This post builds on the research article “Cosmopolitanism, Remediation, and the Ghost World of Bollywood,” which was published in the February 2010 issue of the Society’s peer-reviewed journal, Cultural Anthropology.
In this article, David Novak examines how the process of remediation—"the repurposing of media for new contexts, the repurposing of one medium in another"—of Asian media creates contemporary cosmopolitan subjects. Novak traces the trajectory and transformation of one Indian song-and-dance routine, Jaan Pehechaan Ho, from 1960s Bollywood to a live performance of the indie group Heavenly Ten Stems in 1990s San Francisco to the 2001 film Ghost World. Through this itinerary, he demonstrates how cultural remediation involves "multi-directional overflows of media resources shaped by cultural differences, globalist desires, and cross-cutting aesthetic affinities." Where previous literature focused on the conflicts and losses created by cultural appropriations, Novak argues that looking at the process of remediation highlights the conditions that lead to the creation of new subjects. Though this process is marked by "ambivalence, distance, confusion, and the contingencies of globalism," the circulation and remediation of Asian media demonstrates how cultures and identities are made and remade "even as they spiral away from a singular politics of cultural identity."
Multimedia
Links
Interview with Brandan Kearney of Heavenly Ten Stems (2002)
Karthik Srinivasan's "Chronicles of Plagiarism in Indian Film"
Music Wayneandwax: Where Do I Begin (To Tell the Story?)
Questions for Classroom Discussion
1. How are the effects of remediation shaped by unequal positions of power? Consider the political consequences in a particular instance of remediation. Does the remediation of a media object benefit certain people more than others?
2. How do different objects of media circulation enter into your everyday talk and interactions with other people?

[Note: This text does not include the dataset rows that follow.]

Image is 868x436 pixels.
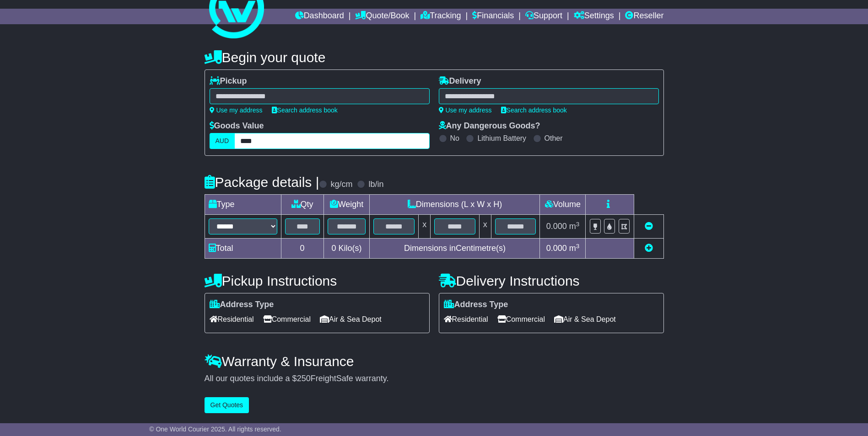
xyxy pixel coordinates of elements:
[204,239,281,259] td: Total
[501,107,567,114] a: Search address book
[525,9,562,25] a: Support
[320,313,382,327] span: Air & Sea Depot
[210,121,264,131] label: Goods Value
[331,244,336,253] span: 0
[439,107,492,114] a: Use my address
[281,195,324,215] td: Qty
[439,274,664,289] h4: Delivery Instructions
[546,244,567,253] span: 0.000
[472,9,514,25] a: Financials
[204,175,319,190] h4: Package details |
[625,9,664,25] a: Reseller
[478,134,527,142] label: Lithium Battery
[210,77,247,86] label: Pickup
[281,239,324,259] td: 0
[330,180,352,190] label: kg/cm
[569,222,580,231] span: m
[204,354,664,369] h4: Warranty & Insurance
[210,313,254,327] span: Residential
[370,195,540,215] td: Dimensions (L x W x H)
[210,133,235,149] label: AUD
[355,9,409,25] a: Quote/Book
[574,9,614,25] a: Settings
[421,9,461,25] a: Tracking
[479,215,491,239] td: x
[324,239,370,259] td: Kilo(s)
[204,50,664,65] h4: Begin your quote
[210,300,274,310] label: Address Type
[370,239,540,259] td: Dimensions in Centimetre(s)
[204,195,281,215] td: Type
[444,313,489,327] span: Residential
[546,222,567,231] span: 0.000
[272,107,337,114] a: Search address book
[324,195,370,215] td: Weight
[297,374,310,383] span: 250
[204,397,249,413] button: Get Quotes
[444,300,508,310] label: Address Type
[149,426,281,433] span: © One World Courier 2025. All rights reserved.
[439,77,482,86] label: Delivery
[540,195,586,215] td: Volume
[497,313,545,327] span: Commercial
[439,121,540,131] label: Any Dangerous Goods?
[645,222,653,231] a: Remove this item
[451,134,459,142] label: No
[577,243,580,250] sup: 3
[645,244,653,253] a: Add new item
[545,134,563,142] label: Other
[204,274,430,289] h4: Pickup Instructions
[577,221,580,228] sup: 3
[295,9,345,25] a: Dashboard
[263,313,310,327] span: Commercial
[419,215,431,239] td: x
[204,374,664,384] div: All our quotes include a $ FreightSafe warranty.
[569,244,580,253] span: m
[554,313,616,327] span: Air & Sea Depot
[210,107,263,114] a: Use my address
[368,180,383,190] label: lb/in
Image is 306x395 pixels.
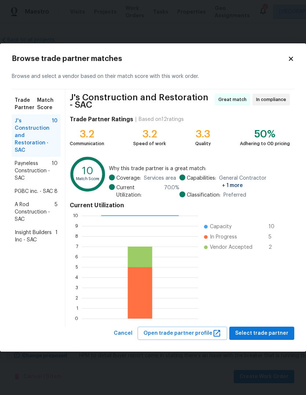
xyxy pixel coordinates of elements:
span: Current Utilization: [116,184,161,199]
span: Vendor Accepted [210,243,253,251]
text: 4 [75,275,78,279]
text: 6 [75,254,78,259]
h4: Current Utilization [70,202,290,209]
div: Browse and select a vendor based on their match score with this work order. [12,64,295,89]
div: 3.2 [133,130,166,138]
span: Preferred [224,191,246,199]
h2: Browse trade partner matches [12,55,288,62]
text: 9 [75,223,78,228]
text: 10 [82,166,93,176]
div: Speed of work [133,140,166,147]
span: Great match [219,96,250,103]
span: Insight Builders Inc - SAC [15,229,55,243]
text: 3 [76,285,78,289]
text: Match Score [76,177,100,181]
span: In Progress [210,233,237,241]
span: Cancel [114,329,133,338]
button: Cancel [111,326,136,340]
button: Select trade partner [230,326,295,340]
div: 3.2 [70,130,104,138]
text: 5 [76,264,78,269]
span: 5 [269,233,281,241]
span: J's Construction and Restoration - SAC [15,117,52,154]
span: 10 [52,117,58,154]
div: Quality [195,140,211,147]
span: Coverage: [116,174,141,182]
button: Open trade partner profile [138,326,227,340]
span: PGBC inc. - SAC [15,188,53,195]
span: 5 [55,201,58,223]
span: 10 [269,223,281,230]
text: 1 [76,306,78,310]
div: Communication [70,140,104,147]
div: Adhering to OD pricing [240,140,290,147]
span: 10 [52,160,58,182]
text: 0 [75,316,78,320]
span: 1 [55,229,58,243]
span: Capacity [210,223,232,230]
text: 10 [73,213,78,217]
span: 2 [269,243,281,251]
span: Classification: [187,191,221,199]
text: 7 [76,244,78,248]
div: | [133,116,139,123]
span: Payneless Construction - SAC [15,160,52,182]
div: 3.3 [195,130,211,138]
text: 2 [76,295,78,300]
text: 8 [75,234,78,238]
span: + 1 more [222,183,243,188]
span: Services area [144,174,176,182]
span: A Rod Construction - SAC [15,201,55,223]
span: J's Construction and Restoration - SAC [70,94,213,108]
span: In compliance [256,96,289,103]
span: Open trade partner profile [144,329,221,338]
span: 70.0 % [164,184,180,199]
span: General Contractor [219,174,290,189]
div: 50% [240,130,290,138]
div: Based on 12 ratings [139,116,184,123]
span: Why this trade partner is a great match: [109,165,290,172]
span: Select trade partner [235,329,289,338]
span: 8 [54,188,58,195]
h4: Trade Partner Ratings [70,116,133,123]
span: Trade Partner [15,97,37,111]
span: Match Score [37,97,58,111]
span: Capabilities: [187,174,216,189]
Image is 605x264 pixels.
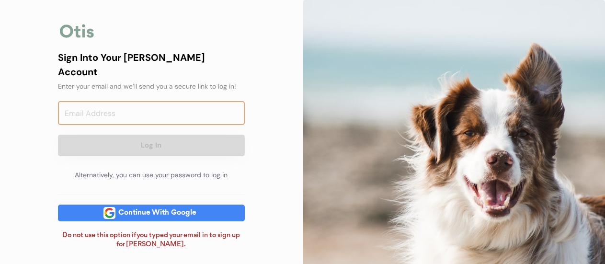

3. What does remediation have to do with the way we think about globalization? Give examples of cases in which the circulation of media changes the interactions between global cultures. Does the process of remediation look different from a local perspective?
4. What is the role of embodiment in remediation? How do dance, movement, costuming and other bodily performances change our cultural interpretations of media? Are these corporeal aspects more important for the circulation of some forms of media than others?
5. How does remediation create opportunities for new social identifications and exchanges? Describe some recent cultural discourses that have developed through creative projects of remediation.
Further Reading
Ahuja, Akshay. 2008. "Death Metal and the Indian Identity." Guernica, April.
Arnold, Alison. 1988. "Popular Film Song in India: A Case of Mass-Market Musical Eclecticism." Popular Music 7, no. 2: 177–88.
Bolter, Jay, and Richard Grusin. 1999. Remediation: Understanding New Media. Cambridge, Mass.: MIT Press.
Ganti, Tejaswini. 2004 Bollywood: A Guidebook to Popular Hindi Cinema. New York: Routledge.
Gaonkar, Dilip Parameshwar, ed. 2001. Alternative Modernities. Durham, N.C.: Duke University Press.
Ortner, Sherry B. 1998. "Generation X: Anthropology in a Media-Saturated World." Cultural Anthropology 13, no. 3: 414–40.
Rajadhyaksha, Ashish. 2007. "The 'Bollywoodization' of Indian Cinema: Cultural Nationalism in a Global Arena." In Kaarsholm, P, ed. City Flicks: Indian Cinema and the Urban Experience, edited by Preben Kaarsholm, 111–37. London: Seagull Books.
Sarkar, Bhaskar. 2010. "Tracking 'Global Media' in the Outposts of Globalization." In World Cinemas, Transnational Perspectives, edited by Nataša Durovicová and Kathleen Newman. New York: Routledge.
Shankar, Shalini. 2008. Desi Land: Teen Culture, Class, and Success in Silicon Valley. Durham, N.C.: Duke University Press.